From the Rabbi:
The book of Exodus as well as its opening Parsha is called in Hebrew Shemot, 'names'.
The Torah relates that we had descended to Egypt as seventy souls who were listed by name. By the time we get to this week's parsha we had been reduced to a swarm of nameless slaves. Two verses later, the description of Bnei Yisrael almost sounds like Tolkien’s orcs, a faceless, nameless hoard. (Ex. 1:7) ”The Children of Israel increased, multiplied and swarmed and grew exceedingly overwhelming, and the land teemed with them”. This sounds like an infestation, which is exactly how the Egyptians saw us.
That’s what slavery does, it reduces people to a commodity of labor and denies their essential Humanity until they are just a swarm. Just as the Nazis (yemach shmam) gave us numbers instead of names to dehumanize us, to Pharaoh we were just pests to (1:10) “be dealt with shrewdly lest they continue to multiply”. That’s generally how people deal with their enemies. They dehumanize them, deny them names, faces and any trace of the beauty which is endemic to Humanity and treat them as subhuman vermin.
Of course treating people this way doesn’t only deface the humanity of the victims. When we fail to recognize the Tzelem Elohim, The Divine Image inherent in all people, our own Divine nature becomes eclipsed and fades from memory. We become the evil we project onto others. So it was with Pharaoh in Egypt. He looked at us as subhuman, and in doing so sunk to the level himself The man who thought of himself as a god on Earth had become the ungodly bane of Humanity and remains enshrined in the Torah as the preeminent “bad guy” of the most widely read book in history. And unlike in Cecil B Demille’s film, in the Torah, pharaoh has no name.
In the face of Pharah’ tyranny and oppression, we suffered quietly until two righteous women stepped up to begin the process of redemption. These two women are the first Jews since Yoseph died to be mentioned by name: Shifra and Puah, the Hebrew midwives (identified by Rashi as Yocheved and Miriam) that refused Pharaoh’s initial order to kill newborn Israelite male babies. (1:17) "The Midwives feared God and so they refused to do as the king of Egypt had commanded them, and they spared the children''. Seeing that his ruse to discreetly stamp out the infestation was foiled, Pharaoh abandoned any sense of decency and (1:22) “charged all his people, saying, “every boy that is born you shall throw into the Nile”. And they did just that. They would gladly see their own children die in order to hurt us. (Sound familiar?)
In the midst of this terrible decree, Yocheved would not be deterred from her fear of God and her love of life. She enticed her husband to renew family life and gave birth to a son. The infant boy was cast into the hand of God by his mother and sister, found in the reeds by a princess and eventually grew into the first Jewish boy in his generation to be called by name. Moshe.

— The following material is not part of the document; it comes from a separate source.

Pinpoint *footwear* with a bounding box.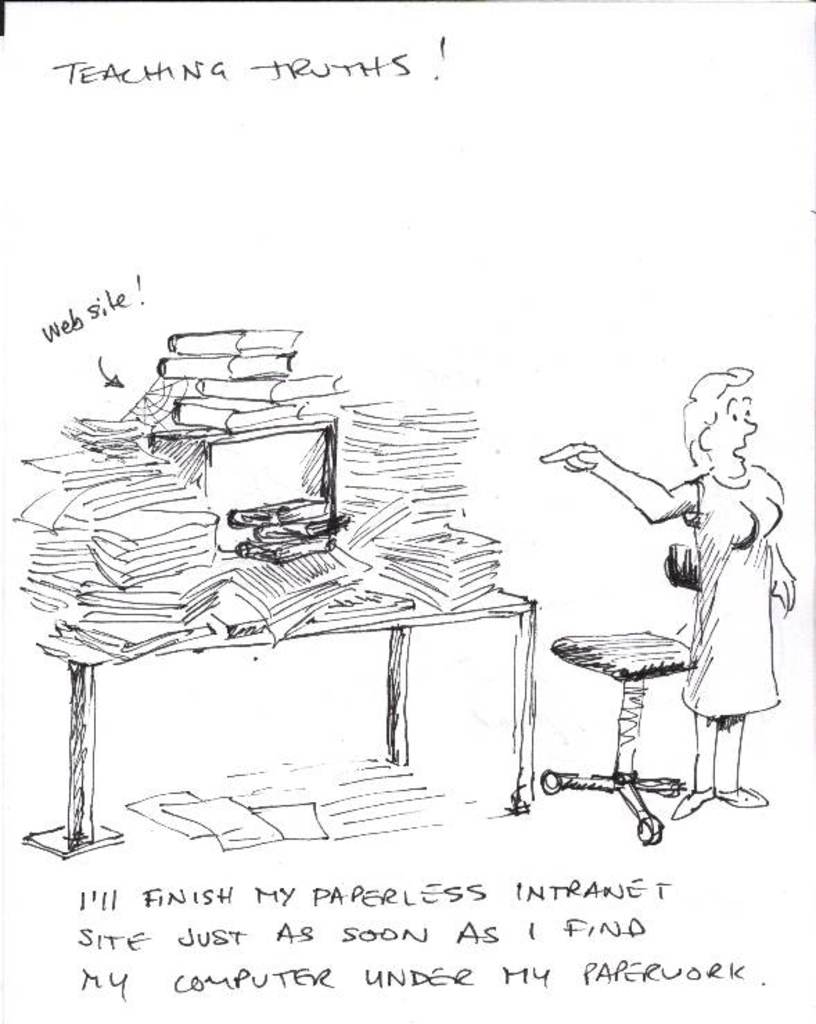
<box>671,777,716,815</box>.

In the darkest of times the spark that ignited the redemption was not a finger pointing at pharaoh's wanton injustice. It was not our longing for freedom nor even our faithfulness to our traditions. It was our love of life and the appreciation of the unique value of each individual. That value couldn't be seen looking at the swarm of Israelite slaves. But in the intimacy of a loving family, the specialness of every child can be seen and nurtured.
If indeed The Jewish People are to bring redemption to the world, we must be the midwives of all Humanity, teaching the world to fear God by cherishing the unique faces of each member of the extended family of Adam.
Shabbat Shalom,
Rabbi Shlomo
Classes This Week
NOTE: The Thursday evening class is paused until further notice.